The records of St. Elizabeths Hospital provide a glimpse into the operation of a historic hospital and the lives of people who passed through its doors. In the thousands of pages of documents, there are countless lives to discover and stories to be told.


Frances M. McMillen earned her master’s degree in architectural history from the University of Virginia in 2008. She is currently working as a historian in Washington, D.C.
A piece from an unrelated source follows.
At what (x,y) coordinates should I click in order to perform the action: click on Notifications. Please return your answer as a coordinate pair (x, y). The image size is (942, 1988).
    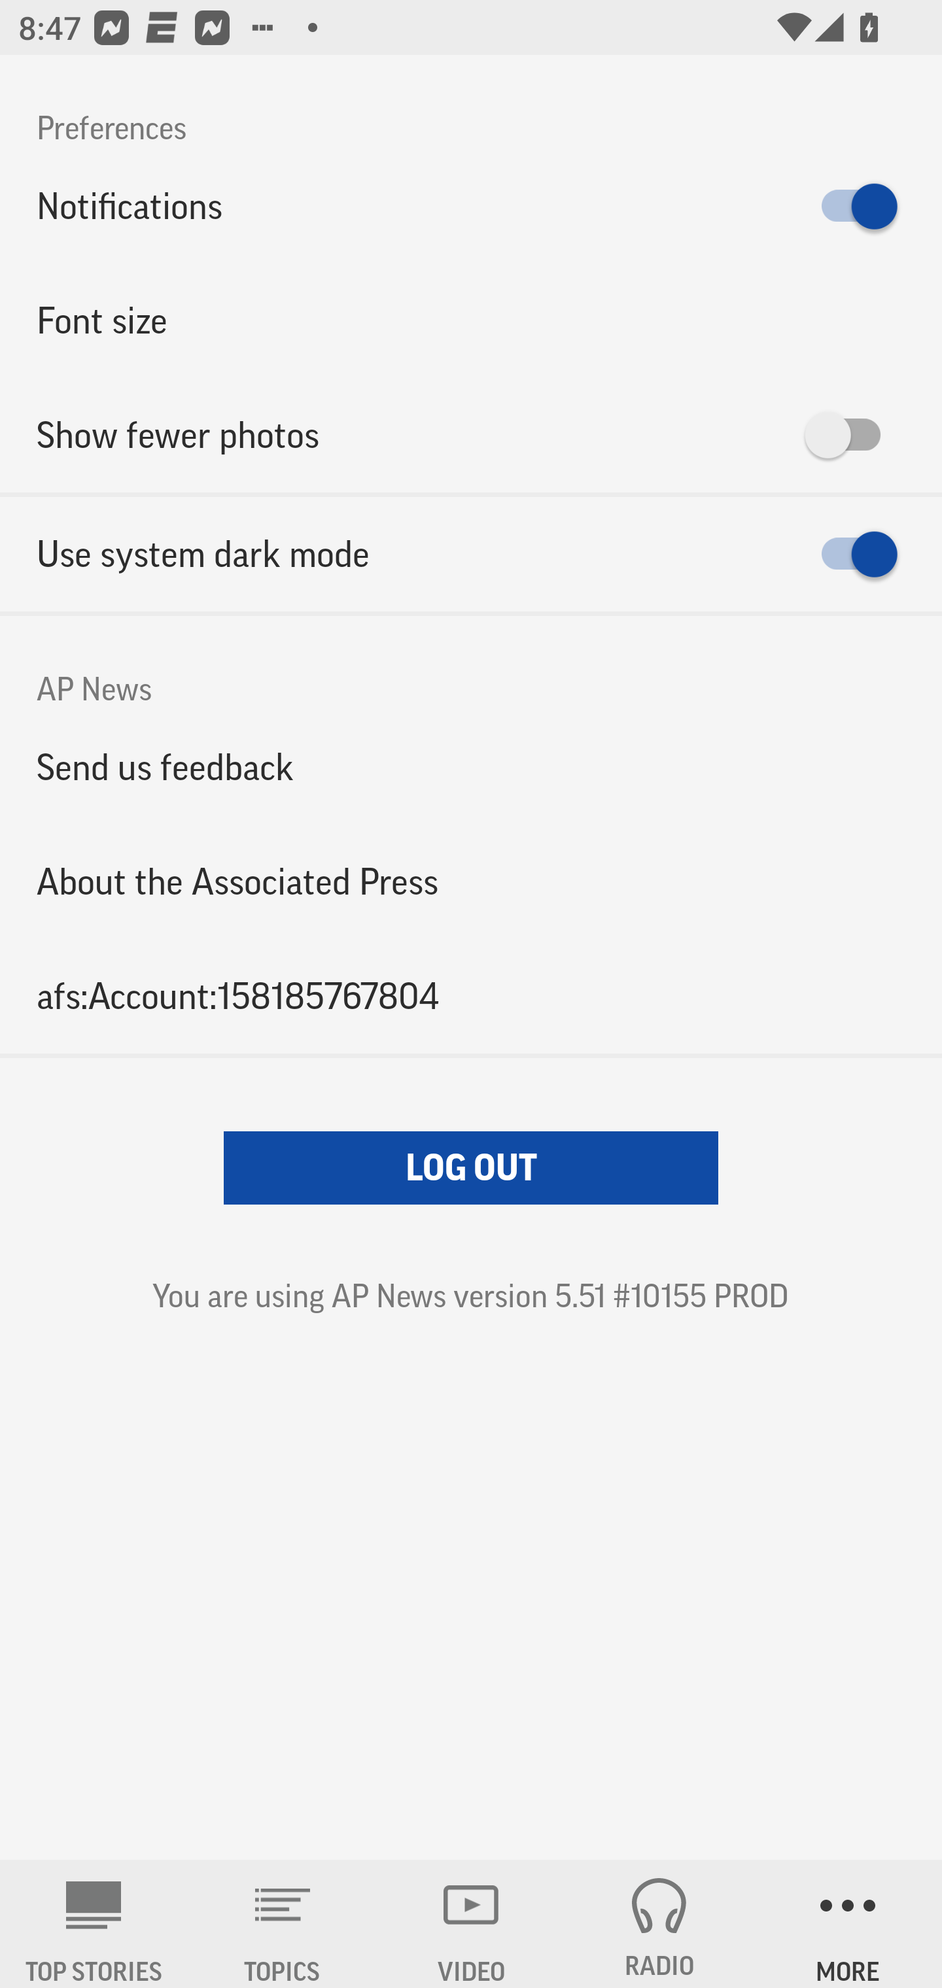
    Looking at the image, I should click on (471, 207).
James S. Kane serves on the Historic Preservation Review Board for the District of Columbia and works for a construction firm whose expertise includes historic preservation projects.


Note on Sources

Record Group 418, Records of St. Elizabeths Hospital, provided a great deal of the source material for this article. Several other collections at the National Archives have information on St. Elizabeths, including Record Group 48, Records of the Office of the Secretary of the Interior; Record Group 90, Records of the Public Health Service; and Record Group 66, Records of the Commission of Fine Arts. Archivist Bill Creech, who oversees Record Group 418, provided background on the organization and acquisition of the collection, as well as spent much appreciated time talking about the records during the writing of this article.

The bulk of the information on the development and early history of the hospital was compiled during the writing of Frances McMillen's master's thesis, "Ministering to a Mind Diseased: Landscape, Architecture and Moral Treatment at St. Elizabeths Hospital, 1852–1905" (University of Virginia, 2008). Drs. Suryabala Kanhouwa and Jogues Prandoni, and Velora Jernigan-Pedrick, and the hospital library keep St. Elizabeths' history alive and were wonderful resources.

Secondary sources that provided invaluable information on the hospital, architectural history of American mental institutions, and the history of mental health care include Frank Millikan's "Wards of the Nation: The Making of St. Elizabeths Hospital, 1852–1920" (Ph.D. diss., George Washington University, 1989); Carla Yanni's The Architecture of Madness: Insane Asylums in the United States (Minneapolis: University of Minnesota Press, 2007); and Gerald Grob's Mental Institutions in America: Social Policy in America to 1875 (New York: Free Press, 1973); The Mad Among Us: A History of the Care of America's Mentally Ill (New York: Free Press, 1994); and Mental Illness and American Society, 1875–1940 (Princeton, NJ: Princeton University Press, 1983). In addition to the collections at the National Archives, St. Elizabeths' annual reports, historic newspapers, and congressional documents were valuable sources of material.

 

Articles published in Prologue do not necessarily represent the views of NARA or of any other agency of the United States Government.